Under § 2–207, the Standard Terms constitute either an expression of acceptance or written
confirmation. As an expression of acceptance, the Standard Terms would constitute a counter-offer only if
Gateway expressly made its acceptance conditional on plaintiff’s assent to the additional or different
terms. . . . Gateway provides no evidence that at the time of the sales transaction, it informed plaintiff that the
transaction was conditioned on plaintiff’s acceptance of the Standard Terms. Moreover, the mere fact that
Gateway shipped the goods with the terms attached did not communicate to plaintiff any unwillingness to
proceed without plaintiff’s agreement to the Standard Terms. . . .
Because plaintiff is not a merchant, additional or different terms contained in the Standard Terms did not
become part of the parties’ agreement unless plaintiff expressly agreed to them. See K.S.A. § 84–2–207,
Kansas Comment 2 (if either party is not a merchant, additional terms are proposals for addition to the
contract that do not become part of the contract unless the original offeror expressly agrees). * Gateway argues
that plaintiff demonstrated acceptance of the arbitration provision by keeping the computer more than five
days after the date of delivery. Although the Standard Terms purport to work that result, Gateway has not
presented evidence that plaintiff expressly agreed to those Standard Terms. Gateway states only that it
enclosed the Standard Terms inside the computer box for plaintiff to read afterwards. It provides no evidence
that it informed plaintiff of the five-day review-and-return period as a condition of the sales transaction, or
that the parties contemplated additional terms to the agreement. . . . The Court finds that the act of keeping the
computer past five days was not sufficient to demonstrate that plaintiff expressly agreed to the Standard
**
Legal scholars have criticized the reasoning of the Seventh Circuit See, e.g., Jean R. Sternlight, Gateway Widens Doorway to Imposing
Unfair Binding Arbitration on Consumers, Fla. Bar J., Nov. 1997, at 8, 10–12 (outcome in Gateway is questionable on federal statutory,
common law and constitutional grounds and as a matter of contract law and is unwise as a matter of policy because it unreasonably shifts to
consumers search cost of ascertaining existence of arbitration clause and return cost to avoid such clause); Thomas J. McCarthy et al., Survey:
Uniform Commercial Code, 53 Bus.
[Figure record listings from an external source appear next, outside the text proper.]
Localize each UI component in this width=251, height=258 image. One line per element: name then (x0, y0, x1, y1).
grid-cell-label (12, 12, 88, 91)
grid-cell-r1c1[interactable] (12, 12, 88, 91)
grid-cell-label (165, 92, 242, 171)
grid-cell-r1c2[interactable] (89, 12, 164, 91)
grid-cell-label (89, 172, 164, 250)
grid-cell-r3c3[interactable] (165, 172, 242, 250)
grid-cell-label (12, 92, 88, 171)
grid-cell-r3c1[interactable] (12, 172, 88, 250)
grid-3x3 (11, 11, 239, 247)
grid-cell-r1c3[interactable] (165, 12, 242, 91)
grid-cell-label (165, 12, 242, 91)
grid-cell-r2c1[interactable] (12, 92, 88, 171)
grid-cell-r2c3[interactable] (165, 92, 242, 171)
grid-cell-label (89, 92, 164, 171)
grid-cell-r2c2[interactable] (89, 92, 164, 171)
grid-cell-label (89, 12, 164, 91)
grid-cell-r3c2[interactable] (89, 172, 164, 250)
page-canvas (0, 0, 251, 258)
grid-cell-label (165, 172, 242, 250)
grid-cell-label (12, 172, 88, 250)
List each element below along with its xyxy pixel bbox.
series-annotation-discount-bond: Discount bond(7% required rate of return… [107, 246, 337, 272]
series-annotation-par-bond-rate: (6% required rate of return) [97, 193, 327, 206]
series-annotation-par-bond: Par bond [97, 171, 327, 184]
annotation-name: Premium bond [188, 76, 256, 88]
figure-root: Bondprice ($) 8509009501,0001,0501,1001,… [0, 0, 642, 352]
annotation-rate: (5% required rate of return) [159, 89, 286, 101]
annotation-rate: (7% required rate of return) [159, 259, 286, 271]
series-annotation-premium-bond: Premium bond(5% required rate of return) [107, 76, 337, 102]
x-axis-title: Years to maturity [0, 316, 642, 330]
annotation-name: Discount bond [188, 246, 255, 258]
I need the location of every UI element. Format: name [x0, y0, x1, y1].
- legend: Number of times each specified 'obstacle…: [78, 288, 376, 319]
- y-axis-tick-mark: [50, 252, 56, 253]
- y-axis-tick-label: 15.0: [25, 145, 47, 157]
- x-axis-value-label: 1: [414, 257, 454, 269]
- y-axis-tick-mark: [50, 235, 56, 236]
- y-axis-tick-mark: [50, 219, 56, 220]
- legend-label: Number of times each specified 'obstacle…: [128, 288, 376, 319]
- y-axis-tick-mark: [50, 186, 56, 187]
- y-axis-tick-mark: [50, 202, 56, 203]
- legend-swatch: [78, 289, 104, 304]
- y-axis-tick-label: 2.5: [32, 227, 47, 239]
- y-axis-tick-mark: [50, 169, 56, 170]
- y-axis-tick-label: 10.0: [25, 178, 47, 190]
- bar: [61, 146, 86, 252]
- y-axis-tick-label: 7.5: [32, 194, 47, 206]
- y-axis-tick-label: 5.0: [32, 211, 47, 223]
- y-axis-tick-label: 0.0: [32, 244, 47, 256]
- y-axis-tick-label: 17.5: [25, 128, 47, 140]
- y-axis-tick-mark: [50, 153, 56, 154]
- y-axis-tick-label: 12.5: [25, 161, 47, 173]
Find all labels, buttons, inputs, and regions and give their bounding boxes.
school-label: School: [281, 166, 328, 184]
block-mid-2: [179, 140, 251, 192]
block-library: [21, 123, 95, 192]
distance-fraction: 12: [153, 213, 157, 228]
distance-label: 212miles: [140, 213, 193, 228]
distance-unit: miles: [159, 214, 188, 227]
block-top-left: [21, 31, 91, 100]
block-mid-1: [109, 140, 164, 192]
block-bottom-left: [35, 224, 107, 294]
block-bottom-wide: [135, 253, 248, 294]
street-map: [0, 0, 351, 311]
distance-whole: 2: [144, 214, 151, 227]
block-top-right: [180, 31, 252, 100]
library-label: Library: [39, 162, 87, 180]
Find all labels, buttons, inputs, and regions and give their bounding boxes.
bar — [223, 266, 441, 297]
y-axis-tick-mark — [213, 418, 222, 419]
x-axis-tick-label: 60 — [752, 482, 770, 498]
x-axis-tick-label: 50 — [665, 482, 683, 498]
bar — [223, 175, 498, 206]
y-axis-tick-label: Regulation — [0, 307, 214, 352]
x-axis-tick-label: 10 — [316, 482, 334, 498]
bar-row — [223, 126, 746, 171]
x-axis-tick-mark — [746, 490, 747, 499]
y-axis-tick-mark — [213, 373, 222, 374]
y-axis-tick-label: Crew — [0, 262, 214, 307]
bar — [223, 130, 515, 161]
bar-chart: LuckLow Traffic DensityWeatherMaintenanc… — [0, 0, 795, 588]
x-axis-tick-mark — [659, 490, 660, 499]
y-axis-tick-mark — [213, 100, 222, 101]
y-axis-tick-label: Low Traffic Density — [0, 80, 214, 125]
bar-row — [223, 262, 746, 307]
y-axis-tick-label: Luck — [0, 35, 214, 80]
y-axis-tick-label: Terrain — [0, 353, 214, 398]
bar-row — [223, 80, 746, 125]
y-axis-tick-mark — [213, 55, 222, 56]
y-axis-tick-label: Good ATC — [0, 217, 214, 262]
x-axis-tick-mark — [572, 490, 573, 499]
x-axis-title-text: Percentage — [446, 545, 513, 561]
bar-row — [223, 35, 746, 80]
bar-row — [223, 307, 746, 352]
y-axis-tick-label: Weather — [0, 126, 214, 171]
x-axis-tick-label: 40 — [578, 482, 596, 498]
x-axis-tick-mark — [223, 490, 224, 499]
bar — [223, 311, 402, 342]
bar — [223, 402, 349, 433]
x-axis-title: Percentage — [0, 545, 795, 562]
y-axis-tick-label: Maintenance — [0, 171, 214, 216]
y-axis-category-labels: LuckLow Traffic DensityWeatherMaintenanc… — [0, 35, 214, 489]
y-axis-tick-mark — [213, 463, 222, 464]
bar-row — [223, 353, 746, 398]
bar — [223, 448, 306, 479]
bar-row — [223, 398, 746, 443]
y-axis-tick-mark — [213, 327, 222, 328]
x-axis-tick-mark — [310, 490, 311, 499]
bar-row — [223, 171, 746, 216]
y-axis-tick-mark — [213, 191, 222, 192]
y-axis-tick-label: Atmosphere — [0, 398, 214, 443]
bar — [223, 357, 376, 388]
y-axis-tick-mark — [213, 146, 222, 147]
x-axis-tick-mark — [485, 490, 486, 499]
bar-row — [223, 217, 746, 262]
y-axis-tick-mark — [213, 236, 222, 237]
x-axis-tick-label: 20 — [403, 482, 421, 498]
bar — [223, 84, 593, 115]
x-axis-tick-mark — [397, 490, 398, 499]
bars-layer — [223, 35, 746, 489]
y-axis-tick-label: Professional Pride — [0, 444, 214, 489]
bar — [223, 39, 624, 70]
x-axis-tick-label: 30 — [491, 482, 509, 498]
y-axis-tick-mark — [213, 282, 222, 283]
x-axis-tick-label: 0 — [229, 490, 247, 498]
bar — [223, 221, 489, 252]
Law. 1461, 1465–66 (Seventh Circuit finding that UCC § 2–207 did not apply is inconsistent with official
comment); Batya Goodman, Honey, I Shrink–Wrapped the Consumer: the Shrinkwrap Agreement as an Adhesion Contract, 21 Cardozo L. Rev.
319, 344–352 (Seventh Circuit failed to consider principles of adhesion contracts); Jeremy Senderowicz, Consumer Arbitration and Freedom of
Contract: A Proposal to Facilitate Consumers’ Informed Consent to Arbitration Clauses in Form Contracts, 32 Colum. J.L. & Soc. Probs. 275,
296–299 (judiciary (in multiple decisions, including Hill) has ignored issue of consumer consent to an arbitration clause) [The court cited
several cases that have followed Hill.]
**
The Court’s decision would be the same if it considered the Standard Terms as a proposed modification under UCC § 2–209. . . .
Terms. . . . Thus, because Gateway has not provided evidence sufficient to support a finding under Kansas or
Missouri law that plaintiff agreed to the arbitration provision contained in Gateway’s Standard Terms, the
Court overrules Gateway’s motion to dismiss.**

****
The Court is mindful of the practical considerations which are involved in commercial transactions, but it is not unreasonable for a
vendor to clearly communicate to a buyer—at the time of sale—either the complete terms of the sale or the fact that the vendor will propose
additional terms as a condition of sale, if that be the case.